The fires that destroyed so much of Los Angeles have dropped off the national media’s front pages.
The wildfires are no longer a serious threat. President Trump and the camera crews have come and gone.
And tens of thousands of Los Angeles fire victims are now out of America’s public eye and trying to do the impossible – put their lives back together.
But how do you do that when you suddenly have no house, no belongings, no neighborhood, no infrastructure, no retail stores, no hope of rebuilding any time soon – only memories?
Last week, when President Trump came to L.A. to see the devastation for himself, he learned about the incompetence of the politicians and fire officials that made the wildfires more destructive than they should have been.
He scolded Gov. Gavin Newsom and Mayor Karen Bass for their failure to do their basic jobs.
But shaming the local politicians won’t help the woman I saw on TV who was searching for a memory in the scorched rubble of the house her father built 60 years ago.
Shaming the local politicians won’t make it easier for her to find a contractor to take the charred remains of her life to a landfill.
It won’t make it easier for her to find a new place to live, either. Or do the paperwork for building permits, or fight with her insurance company for a payout that comes anywhere near the monetary or emotional value of the house she lost.
The problems faced by thousands of burned-out homeowners and renters like that woman are unimaginable.
Some people literally lost everything. I know someone who lost the valuables they had put in a safe deposit box at the Palisades branch of Bank of America.
When the bank burned down their cash and jewels – which were not insured – melted.
The wildfires that took 29 lives, destroyed more 15,000 homes and did tens of billions worth of damage were nothing new for Los Angeles.
In fact, if you read the newspaper stories about the wildfires of 1938, or see film footage of the famous Bel-Air Fire of 1961, the 2025 L.A. fires look like a disaster movie you’ve seen before.
The same dry hillsides, the same exclusive neighborhoods and the same kind of expensive homes were consumed by the same kind of wildfires that were fueled by un-cut brush and spread by hurricane-force winds.
The 1961 fires in Brentwood-Bel-Air took 484 homes owned by famous movie stars of that era, and my dad’s brother Neil, but the 2025 fires were much bigger and more democratic.
A total of about 40,500 acres of Los Angeles burned. The Eaton Fire, where 17 deaths occurred, wiped out working-class and middle-class neighborhoods in Altadena and destroyed roughly 4,300 single-family homes, plus schools, churches and businesses.
We now all know the Mother Nature story – wildfires driven by hurricane-force winds are unstoppable.
But now we also know the LA government story – an important reservoir was empty. Fire hydrants were not working or missing entirely.
Fire departments were understaffed, underfunded and poorly led. Thick brush on the hillsides was not cleared by the county.
We’ve seen that government horror movie before, too. In 1961 the state blamed the Bel-Air fire on the failure of LA County to remove brush buildups or pass regulations prohibiting wood shingles on homes in wildfire-prone areas.
Two days of rain have helped firemen contain the wildfires, but everyone knows they will be back.
The big question is, will the people in charge of state and local government do what’s necessary to prevent them from starting or make them less destructive?
And if those people don’t do their jobs, will they be fired? Will politicians or bureaucrats be held accountable for their failures? No. But there will another fire.
(My sympathies and prayers go out to the victims of the tragic airplane crash in Washington, D.C. Wednesday night.)
Michael Reagan, the son of President Ronald Reagan, is an author, speaker and president of the Reagan Legacy Foundation.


Among the lines below, some may hold the word "arrow"; state how many do, giving only the number.

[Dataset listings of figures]
>>>>>

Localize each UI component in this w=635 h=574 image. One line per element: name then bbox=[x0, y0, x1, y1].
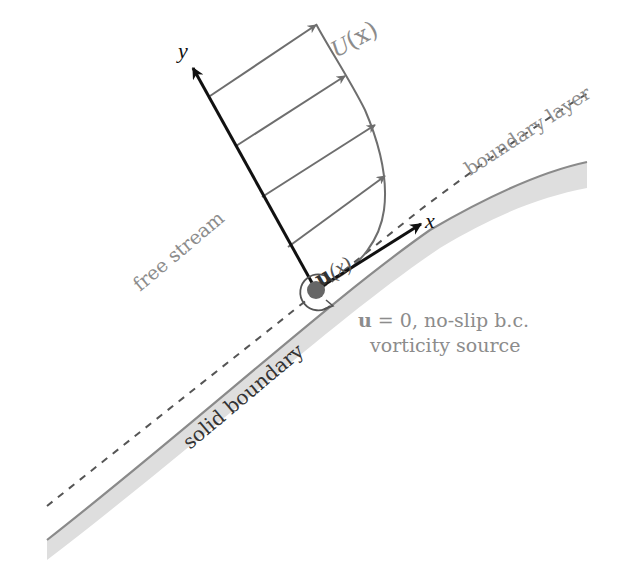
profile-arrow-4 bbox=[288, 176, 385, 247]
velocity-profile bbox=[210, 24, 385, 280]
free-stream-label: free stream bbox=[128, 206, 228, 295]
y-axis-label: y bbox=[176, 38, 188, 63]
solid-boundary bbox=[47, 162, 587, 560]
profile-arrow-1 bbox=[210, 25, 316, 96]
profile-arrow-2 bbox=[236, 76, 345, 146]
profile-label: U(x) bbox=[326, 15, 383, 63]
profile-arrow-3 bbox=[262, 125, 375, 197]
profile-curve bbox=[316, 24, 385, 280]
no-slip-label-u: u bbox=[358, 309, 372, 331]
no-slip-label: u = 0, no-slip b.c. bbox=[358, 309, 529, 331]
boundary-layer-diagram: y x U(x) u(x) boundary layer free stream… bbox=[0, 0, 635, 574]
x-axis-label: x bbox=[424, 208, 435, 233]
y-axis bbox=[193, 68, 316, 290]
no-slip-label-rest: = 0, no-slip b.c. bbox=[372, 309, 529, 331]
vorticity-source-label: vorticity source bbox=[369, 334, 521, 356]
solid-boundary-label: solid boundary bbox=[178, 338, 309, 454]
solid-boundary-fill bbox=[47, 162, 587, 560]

<<<<<

[RESPONSE TO THIS TASK] 4